Choosing to operate as a charitable enterprise, in addition to working at encouraging employers to hire its grads, ComIT is perpetually on the look-out for funding.
Listingart proved the concept in Argentina, at first doing everything himself and covering all costs out of pocket. Since then, he’s received a $1 million donation from Google.org and another sizable donation from the JP Morgan Foundation.
“In South America, we now have enough funds to run for five more years without any new financing,” he said.
In Canada, he’s going course to course, but interest is growing faster than he thought. This year, he’ll be offering 17 courses in six cities in Canada and he’s now working on leads to introduce it in the United States. He’s waiting on word about Federal government funding that could add another 10 courses over the next three years.
Riley Pickerl, director of software engineering at Skipthedishes, said the company sponsored three ComIT courses in 2018 and will do another four this year (by sponsoring courses, Skip does not guarantee jobs to grads). Last year, the Winnipeg food delivery company hired seven ComIT grads.
“We believe there is talent… from people who don’t necessarily have the privilege of attending a post secondary institution,” he said. “We have partnered with Pablo to find passionate talent that we would be able to fast-track through and bring on to the Skip team.”
He said at least a couple of them have already risen to intermediate and senior developer positions.
ICTAM (the Information and Communications Technology Association of Manitoba) was one of the first ComIT sponsors in Manitoba, using it as a subcontractor to deliver programs that ICTAM secured funding for. Kathy Knight, ICTAM’s CEO, said there was about a 75 per cent employment rate including a good percentage of women participating, an extra bonus because ICTAM is trying to introduce more women into the IT business.
“He screens for attitude and aptitude,” Knight said. “If they have the right attitude and the desire to learn and succeed and complete the program, that makes a big difference.”
Listingart says he often gets push-back from potential employers who tell him they will only hire university of college grads, but he says his own entrepreneurial instincts just kick in, making him try that much harder to convince employers that he can produce capable employees.

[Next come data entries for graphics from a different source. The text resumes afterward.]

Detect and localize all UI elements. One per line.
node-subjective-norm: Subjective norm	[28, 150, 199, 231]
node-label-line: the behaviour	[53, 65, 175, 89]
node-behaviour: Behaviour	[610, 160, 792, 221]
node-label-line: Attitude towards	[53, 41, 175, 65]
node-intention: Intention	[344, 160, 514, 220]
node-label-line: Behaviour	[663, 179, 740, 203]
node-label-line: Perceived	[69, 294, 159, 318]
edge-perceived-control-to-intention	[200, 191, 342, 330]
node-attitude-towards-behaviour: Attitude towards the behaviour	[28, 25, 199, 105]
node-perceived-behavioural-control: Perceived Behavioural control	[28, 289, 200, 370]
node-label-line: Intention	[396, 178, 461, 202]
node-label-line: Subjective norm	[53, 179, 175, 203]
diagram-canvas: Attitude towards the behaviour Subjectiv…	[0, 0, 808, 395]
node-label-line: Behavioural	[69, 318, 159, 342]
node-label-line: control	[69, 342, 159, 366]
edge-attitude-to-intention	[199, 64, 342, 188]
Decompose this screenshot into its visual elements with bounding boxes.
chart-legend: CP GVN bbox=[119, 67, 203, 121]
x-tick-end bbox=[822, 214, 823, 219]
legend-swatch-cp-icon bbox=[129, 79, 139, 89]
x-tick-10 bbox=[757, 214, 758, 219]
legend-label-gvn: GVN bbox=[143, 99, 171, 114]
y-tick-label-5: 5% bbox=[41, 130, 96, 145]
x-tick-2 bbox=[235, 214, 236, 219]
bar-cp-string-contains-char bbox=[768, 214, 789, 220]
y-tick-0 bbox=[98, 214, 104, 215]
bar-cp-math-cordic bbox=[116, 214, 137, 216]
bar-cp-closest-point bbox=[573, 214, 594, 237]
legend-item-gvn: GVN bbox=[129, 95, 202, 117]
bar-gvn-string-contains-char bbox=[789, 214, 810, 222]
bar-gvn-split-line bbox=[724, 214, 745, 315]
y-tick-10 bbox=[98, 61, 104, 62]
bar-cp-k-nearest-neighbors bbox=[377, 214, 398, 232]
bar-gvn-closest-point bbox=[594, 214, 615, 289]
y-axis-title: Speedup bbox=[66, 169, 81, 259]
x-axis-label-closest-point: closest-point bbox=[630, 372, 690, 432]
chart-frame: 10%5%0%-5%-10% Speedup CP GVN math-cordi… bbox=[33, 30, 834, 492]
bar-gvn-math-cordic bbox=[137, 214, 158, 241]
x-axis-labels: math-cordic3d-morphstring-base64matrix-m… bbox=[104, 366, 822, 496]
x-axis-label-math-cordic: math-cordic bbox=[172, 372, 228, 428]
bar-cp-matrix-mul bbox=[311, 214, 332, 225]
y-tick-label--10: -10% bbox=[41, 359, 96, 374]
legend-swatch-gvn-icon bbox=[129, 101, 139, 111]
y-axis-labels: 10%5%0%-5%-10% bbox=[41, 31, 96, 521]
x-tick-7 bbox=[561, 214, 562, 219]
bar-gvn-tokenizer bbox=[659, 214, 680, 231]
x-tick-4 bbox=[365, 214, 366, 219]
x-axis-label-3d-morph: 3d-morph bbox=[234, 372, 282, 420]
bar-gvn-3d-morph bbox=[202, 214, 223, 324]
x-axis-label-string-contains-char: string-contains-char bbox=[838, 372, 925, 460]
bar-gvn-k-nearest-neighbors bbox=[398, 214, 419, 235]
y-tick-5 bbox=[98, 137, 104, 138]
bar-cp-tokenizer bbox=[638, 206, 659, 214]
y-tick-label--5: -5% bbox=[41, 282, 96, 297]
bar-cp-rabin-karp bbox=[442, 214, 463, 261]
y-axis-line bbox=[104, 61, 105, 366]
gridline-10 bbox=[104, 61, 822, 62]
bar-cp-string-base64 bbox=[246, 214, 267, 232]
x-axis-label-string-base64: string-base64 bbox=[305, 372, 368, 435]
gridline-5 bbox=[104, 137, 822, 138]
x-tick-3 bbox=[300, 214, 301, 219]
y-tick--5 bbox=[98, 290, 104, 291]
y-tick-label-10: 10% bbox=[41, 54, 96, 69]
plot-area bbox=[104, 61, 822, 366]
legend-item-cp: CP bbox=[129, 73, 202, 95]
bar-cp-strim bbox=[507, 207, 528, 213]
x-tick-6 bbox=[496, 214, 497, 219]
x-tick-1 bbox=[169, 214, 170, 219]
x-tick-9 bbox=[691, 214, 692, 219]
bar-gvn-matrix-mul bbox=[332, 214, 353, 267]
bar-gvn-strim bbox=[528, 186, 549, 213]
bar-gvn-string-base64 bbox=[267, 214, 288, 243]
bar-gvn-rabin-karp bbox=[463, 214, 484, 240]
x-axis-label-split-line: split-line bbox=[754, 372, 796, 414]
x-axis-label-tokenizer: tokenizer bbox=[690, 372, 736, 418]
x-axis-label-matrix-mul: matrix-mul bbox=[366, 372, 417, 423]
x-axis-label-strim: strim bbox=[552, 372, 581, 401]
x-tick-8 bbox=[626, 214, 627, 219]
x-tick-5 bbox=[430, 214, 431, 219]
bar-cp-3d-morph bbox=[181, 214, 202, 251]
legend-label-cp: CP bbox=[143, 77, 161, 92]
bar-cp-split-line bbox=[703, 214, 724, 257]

Pickerl said the courses are not easy and the accomplishment of completing the course and the presence of a passion for the career at hand is an attractive combination.
“If you are willing to put in the time to learn the material — and it is absolutely a difficult program, being introduced to enterprise level infrastructure with little to no experience — it is something we value highly,” he said.
martin.cash@freepress.mb.ca
Martin Cash
Reporter
Martin Cash has been writing a column and business news at the Free Press since 1989. Over those years he’s written through a number of business cycles and the rise and fall (and rise) in fortunes of many local businesses.